Saturday, August 2, 2014

Game of the Day (8/1/14)

White Sox 10, Twins 8. I've seen a good number of highly-unbalanced pitching matchups in these games, but this one may take the cake. Minnesota opened with Logan Darnell, a 25-year-old lefty making his second big league start after what looks like a decent-but-unspectacular minor league career. Chicago also started a southpaw who was born a quarter century ago - but theirs was Chris Sale, one of the best pitchers in baseball.

Minnesota threatened the opposing ace in the first with a Brian Dozier walk, a Trevor Plouffe single, and a Kurt Suzuki HBP, but left the bases loaded when Kennys Vargas struck out. The Sox assembled a scoring chance of their own on walks to Adam Eaton and Jose Abreu, but Darnell worked around them with a popup and a pair of strikeouts. Sale was perfect in the second, and Chicago seized the first lead of the game when Tyler Flowers walked, Moises Sierra tripled him home, and Eaton added an RBI single.

With Sale on the mound, the home team appeared to be sitting pretty - at least for one batter. But with one out in the third, Dozier, Plouffe, and Josh Willingham singled to score one run, Suzuki doubled in another, and Vargas added a two-run double to put the Twins in front. Vargas then took third on a passed ball and came home on a Chris Colabello groundout for a 5-2 lead.

Chicago started its comeback almost immediately, as Abreu was hit by a pitch, and two forceouts later, Conor Gillaspie doubled Alexei Ramirez home. Eduardo Escobar's leadoff double in the top of the fourth was wasted, and the Sox picked up another run on a Sierra walk, a forceout, and singles by Gordon Beckham and Abreu. Sale retired the Twins in order in the fifth, and Anthony Swarzak relieved Darnell for the bottom of the inning; the change did not halt the home team's momentum, as Flowers homered to tie the game at 5.

Sale worked around an Escobar single in the top of the sixth, and his teammates recaptured the lead in the bottom of the inning when Abreu and Paul Konerko both singled and Ramirez doubled; Brian Duensing then relieved and stranded the remaining runners at second and third. Daniel Webb replaced Sale in the seventh; Dozier greeted him with a single, moved up a base on each of two groundouts, and scored the tying run on a hit by Suzuki. Duensing allowed a single to Sierra in the bottom of the seventh, but then picked him off 1-3-4, and the Twins grabbed the advantage once more when Chris Parmelee homered off of Eric Surkamp in the top of the eighth.

Javy Guerra recorded the last two outs of the eighth, and the Sox quickly went to work against Casey Fien in the bottom of the inning. Eaton led off with a single, and Abreu's single moved him to third one out later. Konerko and Ramirez followed with game-tying and go-ahead RBI singles. Caleb Thielbar relieved and retired Gillaspie, but Jared Burton then came on and yielded RBI hits to Flowers and Alejandro de Aza to make it a 10-7 game.

The Twins weren't quite done; Dozier, Plouffe, and Willingham started the ninth with singles to load the bases with nobody out. But Jake Petricka retired the next three hitters, with Suzuki's groundout bringing in the last run Minnesota would score on the day.

There were plenty of notable individual performances in this one - the Twins got three hits from both Brian Dozier and Trevor Plouffe and three RBI from Kurt Suzuki, while the White Sox got an uncharacteristically powerless-yet-effective game from Jose Abreu, who went 3 for 3 with a walk and an HBP, scored twice, drove in one, and had a game-high WPA of +.380, all without an extra-base hit. Abreu was not alone in his production, as seven of the nine Chicago starters had multiple hits.

The most notable aspect of the game, however, was corporate rather than individual. There were four lead changes crammed into the innings between 3 and 8, with two of them involving the scoring of four or more runs. Throw in an eventful top of the ninth, and you've got a game that overcomes the lack of a bottom of the ninth to post a 5.08 WPL, making it one of the ten best nine-inning games of the season to date.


§ EXERCISE OBJECTIVE
Only the lines from the one containing "Find clothing in this screenshot." to the end of the records belong in the output; print them exactly.

Saved data entries

* * *

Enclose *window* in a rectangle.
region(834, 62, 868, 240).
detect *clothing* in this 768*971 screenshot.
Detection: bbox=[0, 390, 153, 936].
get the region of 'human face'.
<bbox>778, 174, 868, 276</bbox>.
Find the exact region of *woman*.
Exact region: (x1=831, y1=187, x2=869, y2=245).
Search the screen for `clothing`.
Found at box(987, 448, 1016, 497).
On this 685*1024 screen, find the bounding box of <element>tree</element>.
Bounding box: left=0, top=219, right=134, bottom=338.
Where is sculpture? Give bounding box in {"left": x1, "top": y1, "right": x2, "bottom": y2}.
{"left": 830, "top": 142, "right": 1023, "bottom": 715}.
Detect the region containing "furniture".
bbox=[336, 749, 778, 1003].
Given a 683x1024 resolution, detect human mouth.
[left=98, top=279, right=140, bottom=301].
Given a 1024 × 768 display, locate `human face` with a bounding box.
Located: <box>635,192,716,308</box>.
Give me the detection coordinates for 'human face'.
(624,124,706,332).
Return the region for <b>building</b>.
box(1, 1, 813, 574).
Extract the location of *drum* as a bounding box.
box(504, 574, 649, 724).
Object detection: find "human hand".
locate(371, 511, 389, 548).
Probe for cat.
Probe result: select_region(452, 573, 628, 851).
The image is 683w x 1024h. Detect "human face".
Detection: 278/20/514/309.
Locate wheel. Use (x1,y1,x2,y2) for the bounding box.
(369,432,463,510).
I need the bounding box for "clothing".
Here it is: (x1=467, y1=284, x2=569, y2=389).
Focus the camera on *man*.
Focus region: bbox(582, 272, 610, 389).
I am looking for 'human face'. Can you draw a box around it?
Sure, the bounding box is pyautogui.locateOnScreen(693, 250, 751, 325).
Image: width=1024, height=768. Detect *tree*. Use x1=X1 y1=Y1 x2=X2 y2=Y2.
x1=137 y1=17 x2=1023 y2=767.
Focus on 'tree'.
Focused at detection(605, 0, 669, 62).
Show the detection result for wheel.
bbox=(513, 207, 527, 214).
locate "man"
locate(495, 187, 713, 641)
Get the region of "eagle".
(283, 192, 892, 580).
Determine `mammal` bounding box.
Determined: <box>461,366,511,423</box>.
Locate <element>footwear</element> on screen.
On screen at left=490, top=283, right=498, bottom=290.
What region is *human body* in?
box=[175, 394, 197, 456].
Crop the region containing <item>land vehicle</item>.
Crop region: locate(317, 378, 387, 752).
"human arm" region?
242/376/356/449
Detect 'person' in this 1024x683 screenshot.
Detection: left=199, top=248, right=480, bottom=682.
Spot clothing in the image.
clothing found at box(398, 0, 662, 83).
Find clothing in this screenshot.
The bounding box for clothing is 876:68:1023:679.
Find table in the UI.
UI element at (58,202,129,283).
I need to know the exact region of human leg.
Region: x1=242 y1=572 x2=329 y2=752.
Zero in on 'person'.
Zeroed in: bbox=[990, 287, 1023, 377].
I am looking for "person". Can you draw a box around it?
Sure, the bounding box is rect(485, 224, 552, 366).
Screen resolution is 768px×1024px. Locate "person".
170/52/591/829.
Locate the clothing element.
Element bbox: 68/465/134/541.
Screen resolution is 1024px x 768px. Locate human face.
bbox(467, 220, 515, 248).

* * *

§ EXERCISE SOLUTION
Find clothing in this screenshot.
The bounding box for clothing is 876:68:1023:679.
Find table in the UI.
UI element at (58,202,129,283).
I need to know the exact region of human leg.
Region: x1=242 y1=572 x2=329 y2=752.
Zero in on 'person'.
Zeroed in: bbox=[990, 287, 1023, 377].
I am looking for "person". Can you draw a box around it?
Sure, the bounding box is rect(485, 224, 552, 366).
Screen resolution is 768px×1024px. Locate "person".
170/52/591/829.
Locate the clothing element.
Element bbox: 68/465/134/541.
Screen resolution is 1024px x 768px. Locate human face.
bbox(467, 220, 515, 248).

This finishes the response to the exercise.